Detective O’Neil DeNoux, Jefferson Parish, LA, Sheriff’s Homicide (retired), Police Book Award and Derringer Award recipient, author of the Dino LaStanza series, the John Raven Beau series, and the Jacques Dugas series 

“Police and FBI are stumped by the disappearance of a U. Cal. Berkeley campus beauty. Has she been kidnapped? Is she alive or is she dead? Working only on the fringes of the case, Officer Dan Sullivan ferrets out all the answers with the help of a local clairvoyant. Great story. Great writing. Great read.” 

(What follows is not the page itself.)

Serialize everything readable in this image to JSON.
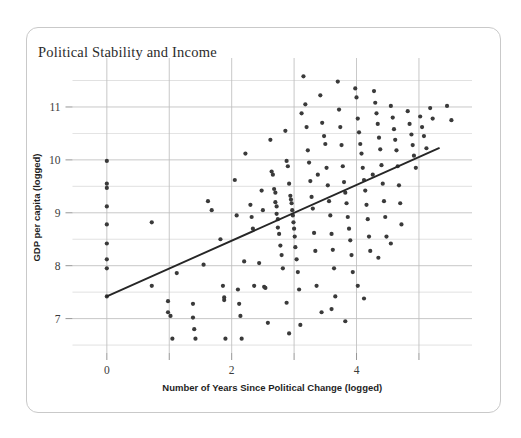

Sergeant John Mackie, NYPD (retired), author of the Sergeant Thorn Savage, Manhattan South Homicide, series 

“Doherty’s first novel, An Obscure Grave, takes Officer Dan Sullivan back to his early days as a reserve officer working his way through college at Berkeley, and treats us to a deep and satisfying dive into homicide police procedure with added forays into film noir and detective fiction. We should all look forward to more from Jim Doherty and Officer Sullivan.” 
Commissioner Louisa Dixon, Mississippi Dept. of Public Safety (retired), author of Next to Last Chance and Outside Chance.